Design a community hub that integrates and empowers a labor community.
Context

Site & Location


Design Process
The architectural form responds to functionality, daylighting, ventilation, scale, and urban fabric through sequential design stages:
Porosity & Courtyards
Courtyard spaces and porosity are introduced within dense existing buildings to reduce density and bring light, air, and community gathering to interior spaces.
The Floating Frame
A floating frame bridges the road-separated plots, forming shaded underneath spaces that physically and visually connect the community across the major road intersection.
Program Distribution
Narrow sides accommodate co-working and light industrial zones; wider sides house free-time facilities, commercial spaces, the mosque, and community services.
Mosque & Descending Roof
The frame peels back to reveal the mosque with roof access through an upper floor opening. The roof descends to ground level through a sloping ramp beside the mosque, punctured by hollow spaces, courtyards, sloping gardens, and cricket fields.
Night lighting enhances intimacy, security, and visual attraction — bringing the community together after dark.



Community & Integration
Three key spatial moves foster belonging and activate the community at every level:
Elevated Walkways
Hanged elevated walkways bridge connections from one part of the building to the other, fostering a sense of community among the labor workers and creating intimacy within the shaded semi-public spaces of the existing labor housing.
Hub Center
The focal point of the project — the meeting and the synergy of a wider community. The roof, accessible via spaces within the frame and the mosque upper floor, becomes the wider landscape where various views and visual connections are established with the spaces underneath.
Ramp & Water Feature
As users go up or down the ramp near the mosque, the experience is purified and refreshed with a running water feature underneath. The sloping interior frames an auditorium and a library, with distributed daylighting lifting the mood and experience of the users.
The working area features an elevated circulation path that runs continuously on the outer sides of the frame, optimizing the space between the slanting outer walls and the interior.






Design Development



Sustainability & Materiality
The project uses passive and active design strategies to enhance the quality of experience and reduce energy consumption:
Passive Design
Ventilation, daylighting, shading, and vegetation are woven into the architectural form. The facade brings together structural, functional, and aesthetic composition through distributed daylighting, pollution filtration, and noise reduction. The light-colored ceiling maximizes reflection of daylight into inner spaces.
Active Systems
Evaporative cooling and solar panels on the roof complement passive strategies, reducing energy consumption while supporting user comfort throughout the year.
Material Palette
GRFC panels in light gray for the frame top and bottom; perforated metal mesh on outer sides for light filtering; double-glazed glass on inner walls for transparency. The mosque is clad in brownish-red perforated metal mesh contrasting the frame. Elevated walkways in carbon steel wire mesh; pylons in tempered U-glass for a lighter visual effect.
The mosque is deformed and oriented towards the direction of Mecca — its southwest corner dragged up to highlight the qibla wall with light coming through translucent glass.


## Instructions for the task
Could you write out, exactly and with no pictures, every line from the one containing "Get detection for man." through the last line of the entries?

## The data
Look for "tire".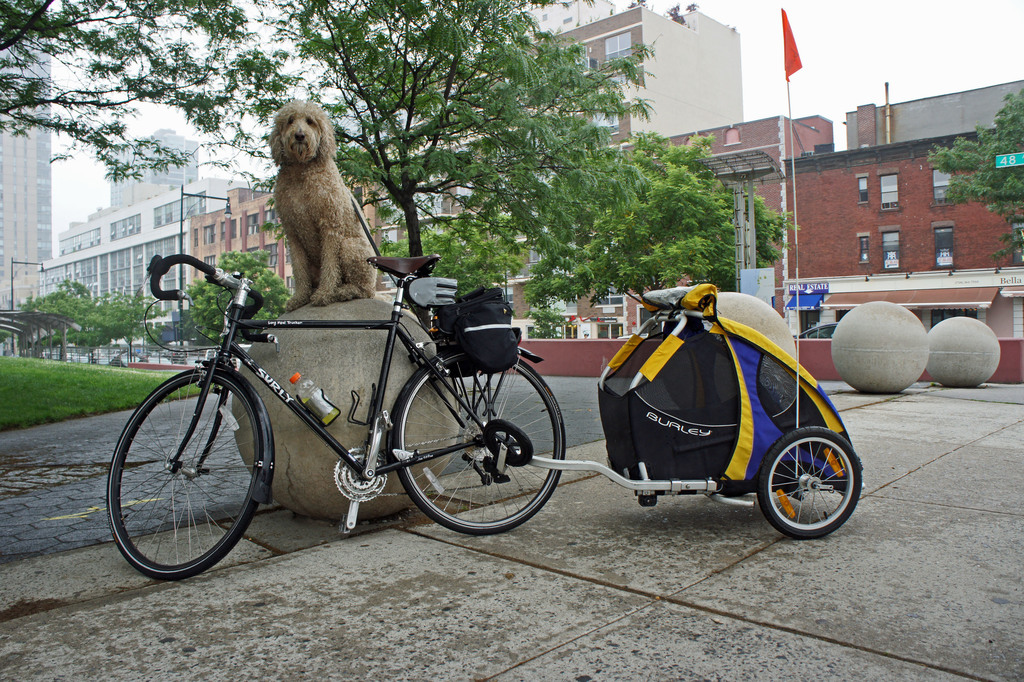
Found: [x1=758, y1=432, x2=863, y2=536].
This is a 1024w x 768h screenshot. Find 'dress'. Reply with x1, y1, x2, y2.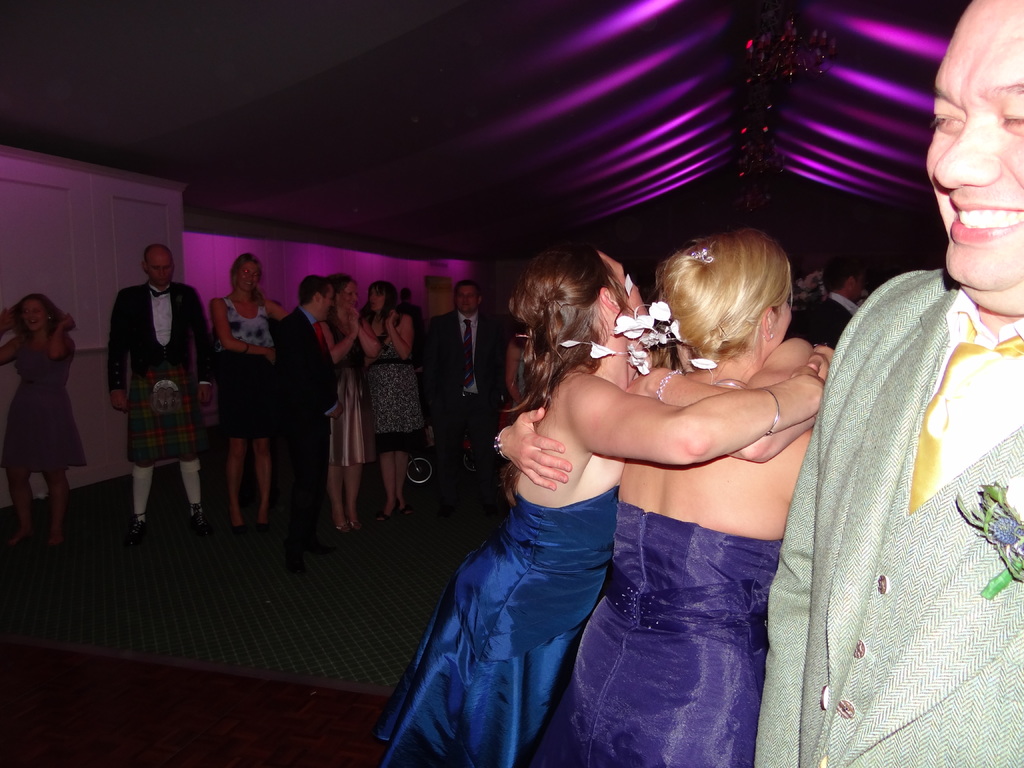
328, 307, 372, 465.
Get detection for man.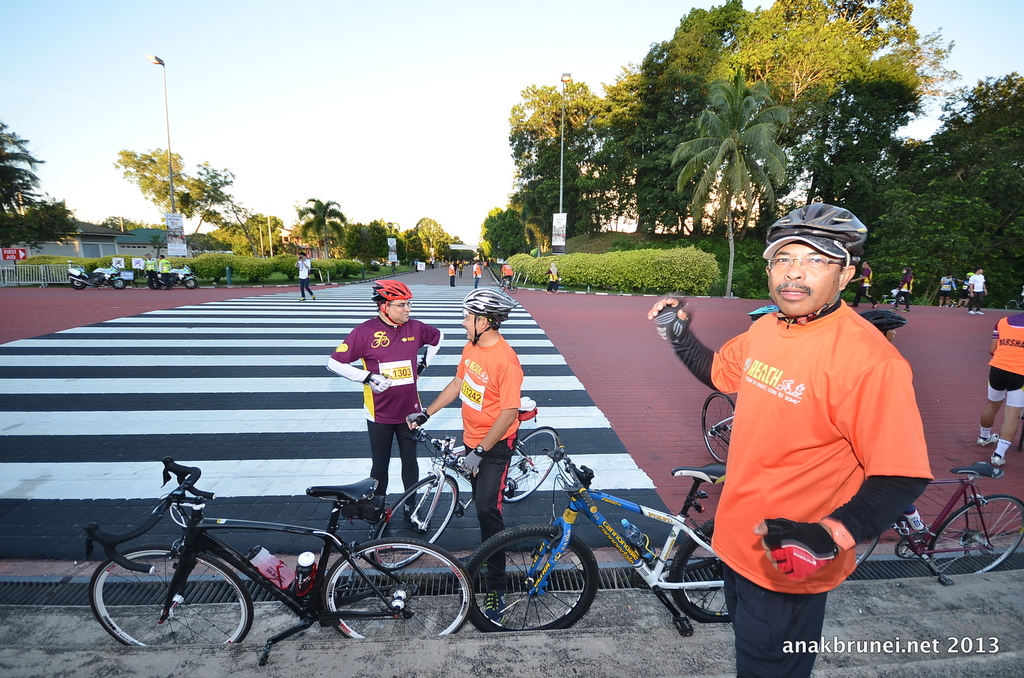
Detection: (x1=468, y1=259, x2=484, y2=288).
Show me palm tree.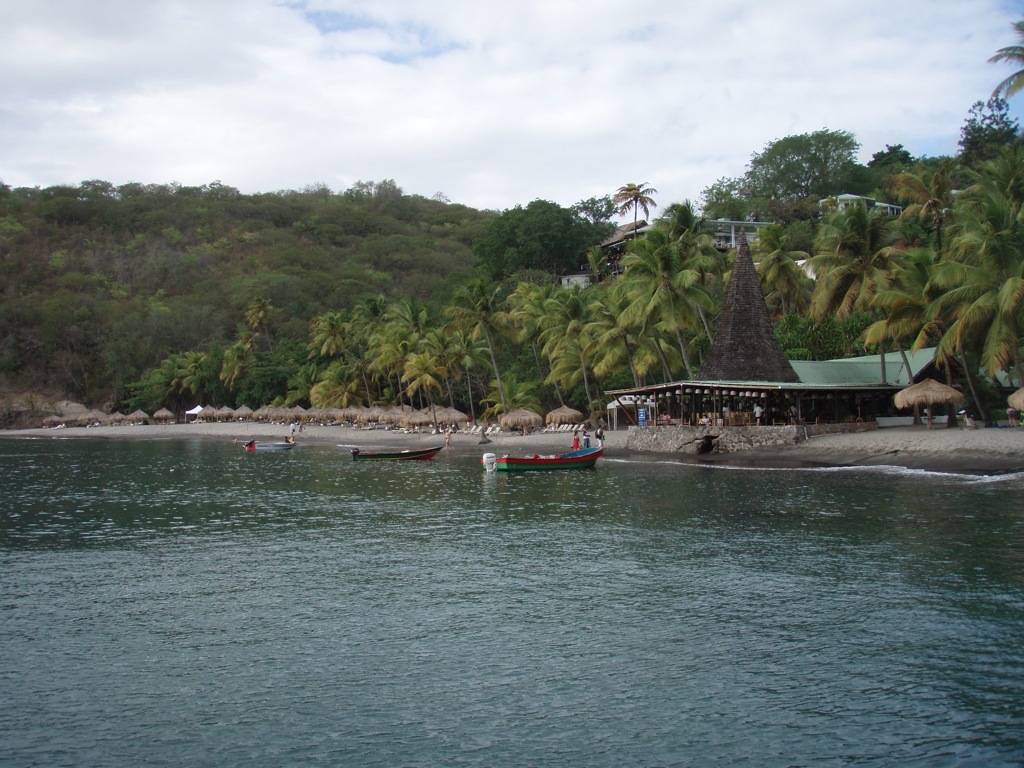
palm tree is here: left=624, top=253, right=682, bottom=377.
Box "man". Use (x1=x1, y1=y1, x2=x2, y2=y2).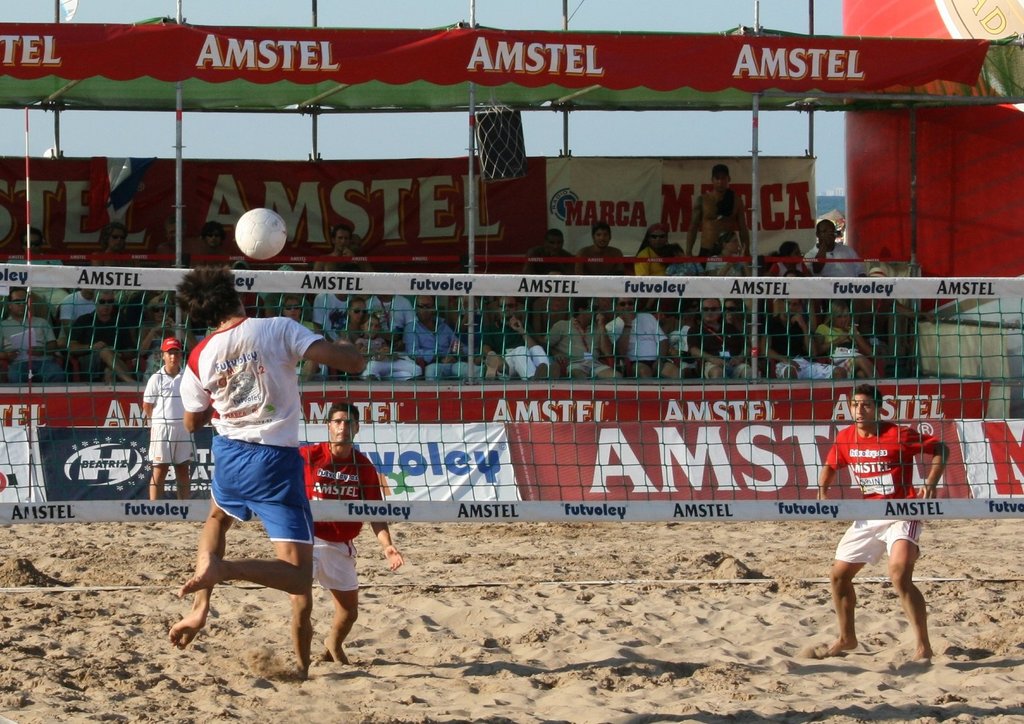
(x1=298, y1=405, x2=401, y2=662).
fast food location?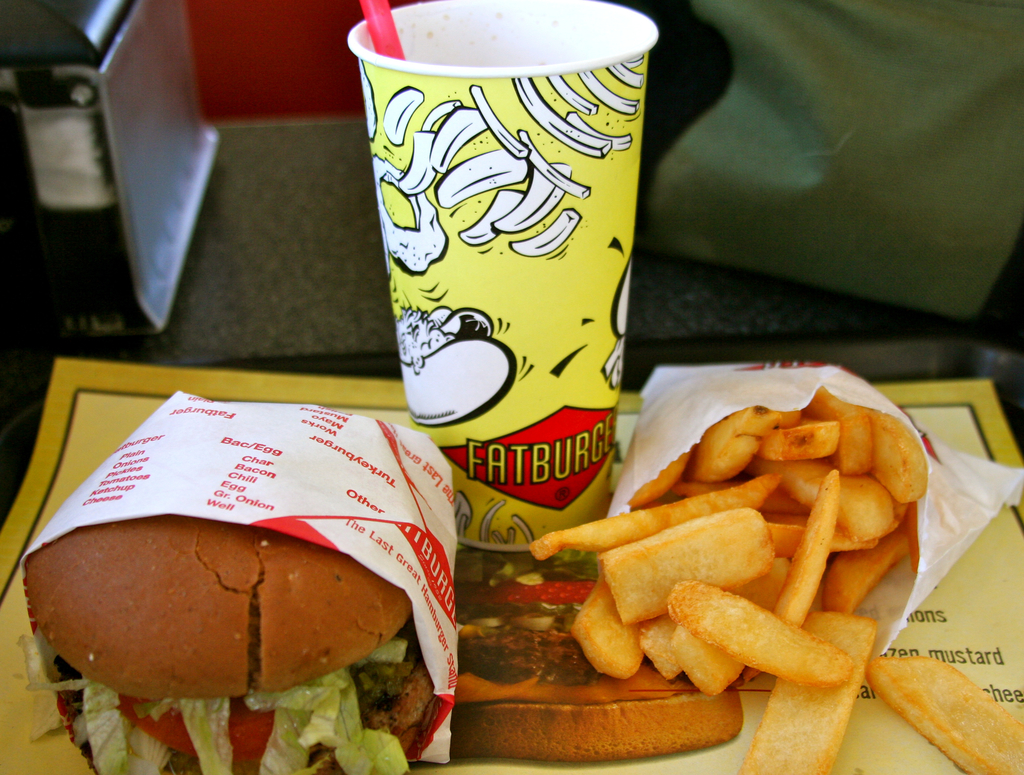
box=[20, 512, 445, 774]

## Task answer
Get detection for man.
Detection: (x1=468, y1=259, x2=484, y2=288).
Show me palm tree.
palm tree is here: left=624, top=253, right=682, bottom=377.
Box "man". Use (x1=x1, y1=y1, x2=x2, y2=y2).
(x1=298, y1=405, x2=401, y2=662).
fast food location?
box=[20, 512, 445, 774]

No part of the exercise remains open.